I wouldn't call the thousands of researchers in the field unscientific at all. And this process is iterative. If you have an algorithm that works, the proximity to how the brain actually works is largely irrelevant.
The BBC article left out a critical constraint from DARPA. The final deliverable (with the "complexity of a cat's brain") isn't just a model or a simulation. It has to be a physical artifact which requires no more than two liters of volume and consumes no more than two kilowatts of power (this information comes from the DARPA BAA). So yes, prototyping will be done in software, but to reach that kind of efficiency, drastically new hardware is called for.
I'm not intimately familiar with IBM's plans, but this is one of the applications HP has lined up for the memristor technology they've been working on (HP is another one of the three prime contractors on the original DARPA grant). The benefit to the HP approach is that data and computation are both local to the applicable memristor, which is much closer to a neural system. That means no time or energy is wasted shuttling data around and the entire system state can be updated in parallel.
For an idea of why this is so exciting, keep in mind that HP plans build memristors at about a density of a trillion per square centimeter, clocked at about a kilohertz. You get the rough equivalent of one floating point operation per memristor per cycle. At this estimated manufacturing density, the expected performance of these things is on the order of a petaflop per square centimeter, drawing on the order of tens of watts. It isn't really fair to make a comparison to Von Neumann machines since the architecture is so dramatically different and so application-specific, but for certain kinds of computations these new chips will be vastly faster and more efficient.
(for the sake of disclosure, I'm working on the DARPA SyNAPSE project, but not with IBM)
Drop me an email with some information on where you're coming from and what kinds of roles you're looking for and I may be able to point you to the right people. (bchandle at gmail)
AFAIK, Markram (leader of Blue Brain) isn't officially connected to SyNAPSE. He's one of the external advisors for a closely related project housed out of my department, though, so you could say he has an informal link. (it's a small field)
Thanks for your response. I'm doing an internship with Blue Brain this coming Summer-Fall, so I'm trying to get the lay of the land so to speak. It's a very interesting field, and I look forward to working in it.
"Large-scale neural simulations are difficult for computers because neural models do not map onto the Von Neumann architecture."
I'm not sure I buy that. I can understand if speed is a big deal but I just can't imagine neural models do not map onto current computers. I'd like to see an example proving that sentence.
They use analog building blocks, not digital ones:
"Mead succeeded in mimicking ion-flow across a neuron's membrane with electron-flow through a transistor's channel.
This should not have come as a surprise: the same physical forces are at work in both cases!
A silicon neuron is an analog electronic circuit of transistors that mimic a real neuron's repertoire of ion-channels.
Instead of designing different electronic circuits to emulate each of a wide variety of ion-selective protein pores that stud neurons' membranes, as Mead did in his silicon retina, we came up with a versatile silicon model."
If the brain operated on the Von Neumann architecture, your thoughts would be processed tremendously slow while expending an enormous amount of energy.
Perhaps the long lost ancestors of the human had brains operating on this principle, but simply couldn't store enough energy to survive.
The brain fires off multiple synapses in multiple places in the brain at different times. If the brain worked like a Von Neumann machine, it could only fire one synapse at one place in the brain at one particular point in time.
The brain executes things in parallel while the Von Neumann is sequential. The brain is incredibly more efficient then the Von Neumann machine I'm using to type this comment on.
So basically you guys are saying it's way faster, but not that it's not technically impossible to do in software on normal computers. I'm just not sure it's NOT cheaper and faster to prototype this stuff in software and then build it in hardware to make it faster once they figure it out. Prototyping in hardware seems slower and more expensive to me...
And FYI I am familiar with neural networks (and artificial neural networks, I've written a few) and I understand it's massively parallel and that neural networks the size of the human brain cannot be simulated on today's hardware but that's not the goal stated in this article. It just sounds like a bunch of guys that are really into hardware and so that's how they're going to do it, and there's nothing wrong with that. I just wanted to know if it's something that that isn't technically possible in software.
To me, it sounds like a bunch of guys who wrote a grant proposal general enough that they can do almost whatever they want after they get the money and still be within the scope of the proposal.
There are five universities across many disciplines that are working on this very challenging project. To me, it sounds like you didn't read the article.
We can't emulate complex brain models on a computer because we don't have the power. We shouldn't because it's incredible inefficient.
IBM proposes finding a hardware model or some material that can be used to properly mimic synapses in the brain. The academic term for this would be neuromorphic engineering.
Oh yeah. Just like microprocessors can't be left switched on too long due to the risk of transistors melting by overheating/heat-accumulation; similarly brain-like compus will need rest, probably more that traditional comps.
I think the future is in large-scale parallel computing.
They shouldn't be wasting their money on this. So working on parallel processing would be the most practical path to attaining this goal.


* [Instructions for the task] Copy the result of filtering the entries below for lines that include the string "span".

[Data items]
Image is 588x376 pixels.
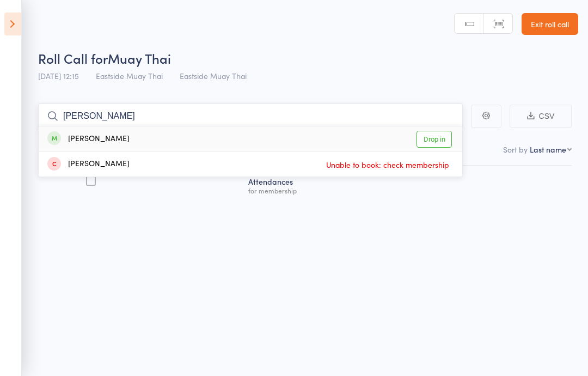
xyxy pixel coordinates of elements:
[108,50,171,67] span: Muay Thai
[504,144,528,154] label: Sort by
[522,13,578,35] a: Exit roll call
[180,70,246,82] span: Eastside Muay Thai
[248,187,568,194] div: for membership
[530,144,567,154] div: Last name
[48,133,129,146] div: [PERSON_NAME]
[244,171,572,199] div: Atten­dances
[416,131,452,148] a: Drop in
[38,104,463,128] input: Search by name
[48,158,129,171] div: [PERSON_NAME]
[38,50,108,67] span: Roll Call for
[96,70,163,82] span: Eastside Muay Thai
[323,156,452,173] span: Unable to book: check membership
[38,70,79,82] span: [DATE] 12:15
[509,105,572,128] button: CSV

* [Response to this exercise]
[108,50,171,67] span: Muay Thai
[180,70,246,82] span: Eastside Muay Thai
[38,50,108,67] span: Roll Call for
[96,70,163,82] span: Eastside Muay Thai
[323,156,452,173] span: Unable to book: check membership
[38,70,79,82] span: [DATE] 12:15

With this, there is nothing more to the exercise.